(Winding path, Mount Usher)
“Don’t let the noise of others’ opinions drown out your own inner voice.” – Steve Jobs
Listen, sometimes it’s very quiet…. Mairead.

(Winding path, Mount Usher)
“Don’t let the noise of others’ opinions drown out your own inner voice.” – Steve Jobs
Listen, sometimes it’s very quiet…. Mairead.

(Widen your focus… and see the big picture)
The story of us is part of a big Map. The Map is the representation we have created in our mind of the real world outside our mind. It’s just a representation, it’s not real. Just like the map of Ireland is not Ireland, it’s just a piece of paper that represents a real place. A map is much smaller, so it can fit in your car…. A map does not include everything. A map represents mountains with colours and lines. No one believes mountains are just colours and lines they know that’s just a representation. We know a map is not the country it represents.

(Eat well… but not these….)
But we often believe the map in our mind is real…. “this is just the way I am”, “I’m lazy”, “I have no willpower”, etc., etc. We often believe in the story of us…. It’s not real, it’s just a representation…. like the lines and the colours. It’s a representation of something that was said or heard, something that was seen or experienced… and we hung on to it and deleted any experience of the opposite…. and it’s just a map.

(Rest regularly)
Most of the choosing of the representation of the world is done in our childhood and is influenced by the people around us – our parents, our grandparents, our siblings, our teachers and society in general. We are affected by their representation of the world. Their Map has a strong influence on how they see the world and therefore how we learn to see the world.
If there’s something you want to include in your story, start noticing it in your experience. Mairead.

(Mount Usher in Ashford, Co. Wicklow)
The story of our lives is not the story of what happened… It’s the story of what we are. The story that starts “I am….” The story we think we became because of our behaviour or our actions. The story that says this is the type of person I am. This story is probably built up from lots and lots of small experiences and things other people told us… From the moment we learned the story of us everything that happened after that had to fit into that particular story. It had to make sense in our story. If it didn’t then it got deleted… We become very attached to our story.
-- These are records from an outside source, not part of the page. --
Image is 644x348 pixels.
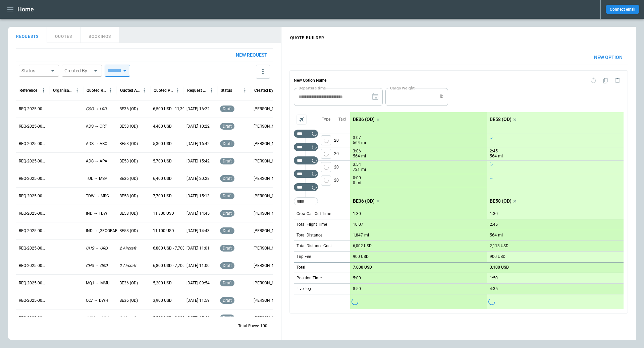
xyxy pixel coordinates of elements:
[186,176,209,181] p: [DATE] 20:28
[8,27,47,43] button: REQUESTS
[47,27,81,43] button: QUOTES
[489,116,511,122] p: BE58 (OD)
[489,154,497,159] p: 564
[19,211,47,216] p: REQ-2025-000245
[20,88,37,93] div: Reference
[120,176,138,181] p: BE36 (OD)
[589,50,628,65] button: New Option
[353,181,355,186] p: 0
[173,86,182,95] button: Quoted Price column menu
[299,85,326,91] label: Departure time
[221,176,233,181] span: draft
[599,75,611,87] span: Duplicate quote option
[85,281,110,286] p: MQJ → MMU
[221,107,233,111] span: draft
[120,281,138,286] p: BE36 (OD)
[19,141,47,146] p: REQ-2025-000249
[353,149,361,154] p: 3:06
[253,211,282,216] p: [PERSON_NAME]
[321,135,331,146] span: Type of sector
[489,233,497,237] p: 564
[321,149,331,159] span: Type of sector
[153,124,172,129] p: 4,400 USD
[294,129,318,137] div: Too short
[19,194,47,199] p: REQ-2025-000246
[186,298,209,303] p: [DATE] 11:59
[498,154,502,159] p: mi
[361,140,366,146] p: mi
[85,228,137,234] p: IND → [GEOGRAPHIC_DATA]
[221,194,233,198] span: draft
[72,86,81,95] button: Organisation column menu
[53,88,72,93] div: Organisation
[294,156,318,164] div: Too short
[153,228,174,234] p: 11,100 USD
[17,6,34,13] h1: Home
[353,243,371,249] p: 6,002 USD
[282,45,636,319] div: scrollable content
[107,86,115,95] button: Quoted Route column menu
[253,298,282,303] p: [PERSON_NAME]
[282,28,332,44] h4: QUOTE BUILDER
[440,94,444,99] p: lb
[353,135,361,141] p: 3:07
[321,162,331,172] button: left aligned
[81,27,120,43] button: BOOKINGS
[253,246,282,251] p: [PERSON_NAME]
[296,254,311,259] p: Trip Fee
[221,263,233,268] span: draft
[153,263,194,268] p: 6,800 USD - 7,700 USD
[154,88,173,93] div: Quoted Price
[64,67,91,74] div: Created By
[221,228,233,233] span: draft
[120,159,138,164] p: BE58 (OD)
[19,228,47,234] p: REQ-2025-000244
[120,141,138,146] p: BE58 (OD)
[353,198,375,204] p: BE36 (OD)
[85,211,107,216] p: IND → TDW
[120,263,136,268] p: 2 Aircraft
[261,324,267,329] p: 100
[221,159,233,163] span: draft
[587,75,599,87] span: Reset quote option
[296,115,307,124] span: Aircraft selection
[489,265,509,270] p: 3,100 USD
[253,263,282,268] p: [PERSON_NAME]
[19,281,47,286] p: REQ-2025-000241
[321,149,331,159] button: left aligned
[489,222,497,227] p: 2:45
[85,263,107,268] p: CHS → ORD
[296,222,327,228] p: Total Flight Time
[334,174,350,187] p: 20
[186,281,209,286] p: [DATE] 09:54
[489,286,497,291] p: 4:35
[350,112,624,309] div: scrollable content
[19,124,47,129] p: REQ-2025-000250
[187,88,207,93] div: Request Created At (UTC-05:00)
[221,298,233,302] span: draft
[140,86,148,95] button: Quoted Aircraft column menu
[294,75,326,87] h6: New Option Name
[353,116,375,122] p: BE36 (OD)
[186,246,209,251] p: [DATE] 11:01
[498,233,502,238] p: mi
[120,228,138,234] p: BE58 (OD)
[153,194,172,199] p: 7,700 USD
[21,67,48,74] div: Status
[153,176,172,181] p: 6,400 USD
[120,298,138,303] p: BE36 (OD)
[153,298,172,303] p: 3,900 USD
[253,107,282,112] p: [PERSON_NAME]
[364,233,369,238] p: mi
[611,75,624,87] span: Delete quote option
[19,263,47,268] p: REQ-2025-000242
[334,147,350,160] p: 20
[85,124,107,129] p: ADS → CRP
[186,263,209,268] p: [DATE] 11:00
[296,265,305,270] h6: Total
[238,324,259,329] p: Total Rows:
[294,198,318,206] div: Too short
[361,167,366,172] p: mi
[186,124,209,129] p: [DATE] 10:22
[334,134,350,147] p: 20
(Strong, beautiful tree even with all its flaws…)
Like a film maker producing a movie about a famous politician – only stories that agree with the filmmaker’s belief about the politician will be included…. if he believes the politician is a wonderful honest statesman then the stories from his life that show him as an honest and a wonderful statesman will be included. If the filmmaker believes that the politician is a dishonest scoundrel then the film maker will depict stories from the politician’s life where he is dishonest and a scoundrel. The filmmaker may be completely honest in his choices, i.e. he truly believes the politician is honest or he truly believes the politician is dishonest.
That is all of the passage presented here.